One summer, Neil meets and falls for Brenda Patimkin, a student at Radcliffe College who is from a wealthy family living in the affluent suburb of Short Hills.
The 1969 film Goodbye, Columbus takes place in Harvard Square near the film's conclusion, after the Richard Benjamin character learns that his girlfriend, Brenda Potimkin, an undergraduate at Radcliffe College played by Katharine Ross, left her diaphragm in the top drawer of her bureau at home for her mother to discover.
Ramphele is also a former fellow of the Bunting Institute and was elected as an honorary member of the Alpha and Iota chapters of Phi Beta Kappa at Radcliffe and Harvard Colleges.
Originally from San Francisco, Fisk earned her B.A. cum laude from Radcliffe College/ Harvard University in Folklore & Mythology, her M.B.A. with honors from Simmons College Graduate School of Management, and after working as a sweater designer/manufacturer (Northern Lights) and a Fortune-1000 lender (First National Bank of Chicago) began writing at the age of 35.
She is a graduate of the Bryn Mawr School, Radcliffe College (A.B. 1976, magna cum laude), the University of Sussex (M.A. 1977), and the University of Pennsylvania Law School (J.D. 1983), where she served as editor-in-chief of the University of Pennsylvania Law Review.

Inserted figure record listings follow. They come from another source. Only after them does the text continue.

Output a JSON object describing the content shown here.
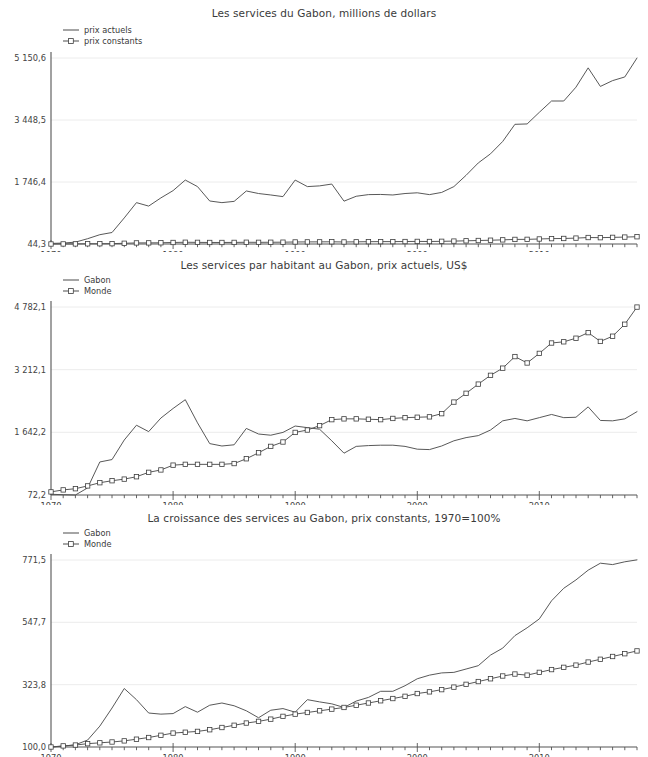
{
  "page": {
    "width": 648,
    "height": 728,
    "background": "#ffffff",
    "line_color": "#4f4f4f",
    "grid_color": "#ececec",
    "axis_color": "#545454"
  },
  "chart_data": [
    {
      "type": "line",
      "title": "Les services du Gabon, millions de dollars",
      "xlabel": "",
      "ylabel": "",
      "grid": true,
      "legend_position": "top-left",
      "x": [
        1970,
        1971,
        1972,
        1973,
        1974,
        1975,
        1976,
        1977,
        1978,
        1979,
        1980,
        1981,
        1982,
        1983,
        1984,
        1985,
        1986,
        1987,
        1988,
        1989,
        1990,
        1991,
        1992,
        1993,
        1994,
        1995,
        1996,
        1997,
        1998,
        1999,
        2000,
        2001,
        2002,
        2003,
        2004,
        2005,
        2006,
        2007,
        2008,
        2009,
        2010,
        2011,
        2012,
        2013,
        2014,
        2015,
        2016,
        2017,
        2018
      ],
      "xticks": [
        1970,
        1980,
        1990,
        2000,
        2010
      ],
      "yticks": [
        44.3,
        1746.4,
        3448.5,
        5150.6
      ],
      "yticklabels": [
        "44,3",
        "1 746,4",
        "3 448,5",
        "5 150,6"
      ],
      "ylim": [
        44.3,
        5150.6
      ],
      "xlim": [
        1970,
        2018
      ],
      "series": [
        {
          "name": "prix actuels",
          "marker": "none",
          "values": [
            60,
            70,
            95,
            190,
            300,
            360,
            760,
            1180,
            1085,
            1310,
            1510,
            1800,
            1620,
            1225,
            1180,
            1215,
            1500,
            1430,
            1390,
            1345,
            1800,
            1620,
            1640,
            1690,
            1220,
            1355,
            1400,
            1405,
            1390,
            1430,
            1450,
            1400,
            1460,
            1620,
            1930,
            2270,
            2520,
            2860,
            3330,
            3340,
            3660,
            3970,
            3970,
            4350,
            4880,
            4370,
            4530,
            4630,
            5150
          ]
        },
        {
          "name": "prix constants",
          "marker": "square",
          "values": [
            44.3,
            46,
            47,
            50,
            52,
            54,
            64,
            74,
            75,
            78,
            86,
            92,
            89,
            86,
            86,
            88,
            92,
            90,
            92,
            94,
            100,
            102,
            103,
            105,
            100,
            104,
            108,
            110,
            110,
            112,
            115,
            113,
            118,
            124,
            132,
            140,
            148,
            158,
            170,
            172,
            182,
            192,
            196,
            206,
            222,
            218,
            226,
            234,
            244
          ]
        }
      ]
    },
    {
      "type": "line",
      "title": "Les services par habitant au Gabon, prix actuels, US$",
      "xlabel": "",
      "ylabel": "",
      "grid": true,
      "legend_position": "top-left",
      "x": [
        1970,
        1971,
        1972,
        1973,
        1974,
        1975,
        1976,
        1977,
        1978,
        1979,
        1980,
        1981,
        1982,
        1983,
        1984,
        1985,
        1986,
        1987,
        1988,
        1989,
        1990,
        1991,
        1992,
        1993,
        1994,
        1995,
        1996,
        1997,
        1998,
        1999,
        2000,
        2001,
        2002,
        2003,
        2004,
        2005,
        2006,
        2007,
        2008,
        2009,
        2010,
        2011,
        2012,
        2013,
        2014,
        2015,
        2016,
        2017,
        2018
      ],
      "xticks": [
        1970,
        1980,
        1990,
        2000,
        2010
      ],
      "yticks": [
        72.2,
        1642.2,
        3212.1,
        4782.1
      ],
      "yticklabels": [
        "72,2",
        "1 642,2",
        "3 212,1",
        "4 782,1"
      ],
      "ylim": [
        72.2,
        4782.1
      ],
      "xlim": [
        1970,
        2018
      ],
      "series": [
        {
          "name": "Gabon",
          "marker": "none",
          "values": [
            90,
            80,
            72,
            250,
            900,
            960,
            1450,
            1820,
            1660,
            2000,
            2240,
            2460,
            1880,
            1360,
            1300,
            1330,
            1740,
            1600,
            1570,
            1640,
            1800,
            1760,
            1720,
            1430,
            1120,
            1290,
            1310,
            1320,
            1320,
            1290,
            1220,
            1210,
            1300,
            1430,
            1510,
            1560,
            1700,
            1930,
            1990,
            1930,
            2010,
            2090,
            2010,
            2020,
            2280,
            1940,
            1930,
            1980,
            2160
          ]
        },
        {
          "name": "Monde",
          "marker": "square",
          "values": [
            150,
            200,
            230,
            300,
            380,
            430,
            470,
            530,
            640,
            700,
            820,
            840,
            840,
            840,
            840,
            860,
            980,
            1130,
            1290,
            1400,
            1640,
            1700,
            1810,
            1960,
            1980,
            1980,
            1970,
            1960,
            1990,
            2010,
            2020,
            2030,
            2110,
            2400,
            2620,
            2850,
            3070,
            3250,
            3540,
            3380,
            3620,
            3880,
            3910,
            4000,
            4140,
            3920,
            4050,
            4350,
            4780
          ]
        }
      ]
    },
    {
      "type": "line",
      "title": "La croissance des services au Gabon, prix constants, 1970=100%",
      "xlabel": "",
      "ylabel": "",
      "grid": true,
      "legend_position": "top-left",
      "x": [
        1970,
        1971,
        1972,
        1973,
        1974,
        1975,
        1976,
        1977,
        1978,
        1979,
        1980,
        1981,
        1982,
        1983,
        1984,
        1985,
        1986,
        1987,
        1988,
        1989,
        1990,
        1991,
        1992,
        1993,
        1994,
        1995,
        1996,
        1997,
        1998,
        1999,
        2000,
        2001,
        2002,
        2003,
        2004,
        2005,
        2006,
        2007,
        2008,
        2009,
        2010,
        2011,
        2012,
        2013,
        2014,
        2015,
        2016,
        2017,
        2018
      ],
      "xticks": [
        1970,
        1980,
        1990,
        2000,
        2010
      ],
      "yticks": [
        100.0,
        323.8,
        547.7,
        771.5
      ],
      "yticklabels": [
        "100,0",
        "323,8",
        "547,7",
        "771,5"
      ],
      "ylim": [
        100.0,
        771.5
      ],
      "xlim": [
        1970,
        2018
      ],
      "series": [
        {
          "name": "Gabon",
          "marker": "none",
          "values": [
            100,
            103,
            108,
            125,
            175,
            240,
            310,
            270,
            222,
            218,
            220,
            245,
            225,
            250,
            258,
            248,
            230,
            205,
            232,
            238,
            225,
            270,
            262,
            255,
            242,
            265,
            278,
            300,
            300,
            320,
            345,
            358,
            366,
            368,
            380,
            392,
            430,
            455,
            500,
            528,
            560,
            625,
            670,
            700,
            735,
            760,
            755,
            765,
            772
          ]
        },
        {
          "name": "Monde",
          "marker": "square",
          "values": [
            100,
            104,
            107,
            112,
            115,
            118,
            122,
            128,
            134,
            142,
            150,
            153,
            156,
            162,
            170,
            178,
            186,
            192,
            200,
            210,
            218,
            224,
            230,
            236,
            242,
            250,
            258,
            266,
            274,
            282,
            292,
            298,
            306,
            315,
            325,
            335,
            345,
            355,
            362,
            358,
            368,
            378,
            386,
            394,
            405,
            415,
            425,
            435,
            445
          ]
        }
      ]
    }
  ],
  "legend_markers": {
    "none": "plain-line",
    "square": "line-with-square-marker"
  }
}
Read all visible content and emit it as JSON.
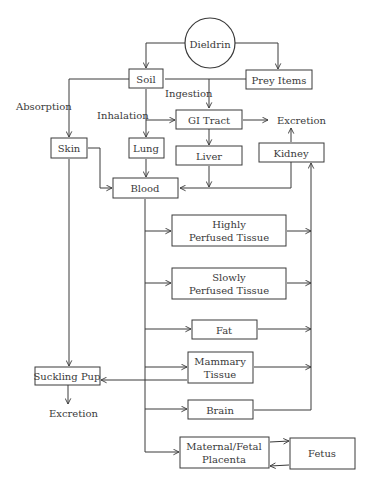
{
  "diagram": {
    "type": "flowchart",
    "title": "",
    "nodes": {
      "dieldrin": {
        "label": "Dieldrin",
        "shape": "circle"
      },
      "soil": {
        "label": "Soil"
      },
      "prey_items": {
        "label": "Prey Items"
      },
      "gi_tract": {
        "label": "GI Tract"
      },
      "skin": {
        "label": "Skin"
      },
      "lung": {
        "label": "Lung"
      },
      "liver": {
        "label": "Liver"
      },
      "kidney": {
        "label": "Kidney"
      },
      "blood": {
        "label": "Blood"
      },
      "highly_perfused": {
        "line1": "Highly",
        "line2": "Perfused Tissue"
      },
      "slowly_perfused": {
        "line1": "Slowly",
        "line2": "Perfused Tissue"
      },
      "fat": {
        "label": "Fat"
      },
      "mammary": {
        "line1": "Mammary",
        "line2": "Tissue"
      },
      "suckling_pup": {
        "label": "Suckling Pup"
      },
      "brain": {
        "label": "Brain"
      },
      "placenta": {
        "line1": "Maternal/Fetal",
        "line2": "Placenta"
      },
      "fetus": {
        "label": "Fetus"
      }
    },
    "edge_labels": {
      "absorption": "Absorption",
      "inhalation": "Inhalation",
      "ingestion": "Ingestion",
      "excretion_gi": "Excretion",
      "excretion_pup": "Excretion"
    },
    "edges": [
      {
        "from": "Dieldrin",
        "to": "Soil"
      },
      {
        "from": "Dieldrin",
        "to": "Prey Items"
      },
      {
        "from": "Soil",
        "to": "Skin",
        "label": "Absorption"
      },
      {
        "from": "Soil",
        "to": "Lung",
        "label": "Inhalation"
      },
      {
        "from": "Soil",
        "to": "GI Tract",
        "label": "Ingestion"
      },
      {
        "from": "Prey Items",
        "to": "GI Tract",
        "label": "Ingestion"
      },
      {
        "from": "GI Tract",
        "to": "Excretion"
      },
      {
        "from": "GI Tract",
        "to": "Liver"
      },
      {
        "from": "Liver",
        "to": "Blood"
      },
      {
        "from": "Kidney",
        "to": "Excretion"
      },
      {
        "from": "Kidney",
        "to": "Blood"
      },
      {
        "from": "Skin",
        "to": "Blood"
      },
      {
        "from": "Lung",
        "to": "Blood"
      },
      {
        "from": "Skin",
        "to": "Suckling Pup"
      },
      {
        "from": "Blood",
        "to": "Highly Perfused Tissue"
      },
      {
        "from": "Blood",
        "to": "Slowly Perfused Tissue"
      },
      {
        "from": "Blood",
        "to": "Fat"
      },
      {
        "from": "Blood",
        "to": "Mammary Tissue"
      },
      {
        "from": "Blood",
        "to": "Brain"
      },
      {
        "from": "Blood",
        "to": "Maternal/Fetal Placenta"
      },
      {
        "from": "Highly Perfused Tissue",
        "to": "Kidney"
      },
      {
        "from": "Slowly Perfused Tissue",
        "to": "Kidney"
      },
      {
        "from": "Fat",
        "to": "Kidney"
      },
      {
        "from": "Mammary Tissue",
        "to": "Kidney"
      },
      {
        "from": "Brain",
        "to": "Kidney"
      },
      {
        "from": "Mammary Tissue",
        "to": "Suckling Pup"
      },
      {
        "from": "Suckling Pup",
        "to": "Excretion"
      },
      {
        "from": "Maternal/Fetal Placenta",
        "to": "Fetus"
      },
      {
        "from": "Fetus",
        "to": "Maternal/Fetal Placenta"
      }
    ]
  },
  "colors": {
    "stroke": "#3a3a3a",
    "background": "#ffffff"
  }
}
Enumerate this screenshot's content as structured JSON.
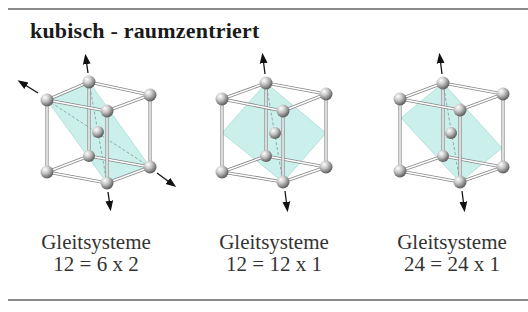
{
  "title": "kubisch - raumzentriert",
  "colors": {
    "plane_fill": "#b9ebe6",
    "rule": "#8a8a8a",
    "atom": "#9a9a9a"
  },
  "cells": [
    {
      "label": "Gleitsysteme",
      "formula": "12 = 6 x 2"
    },
    {
      "label": "Gleitsysteme",
      "formula": "12 = 12 x 1"
    },
    {
      "label": "Gleitsysteme",
      "formula": "24 = 24 x 1"
    }
  ]
}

His mother Shirley is a descendant of freed slave Thomas W. Cross, was reared on a family farm in Blanchard, Michigan and is related to Dr. Merze Tate, the first African American woman to attend the University of Oxford and to earn a Ph.D. in government and international relations from Harvard University (then Radcliffe College).
She secured a position as a graduate student in English at Radcliffe College (now part of Harvard University) in Cambridge, Massachusetts, after receiving her B.A. degree from the University of Wisconsin in 1928.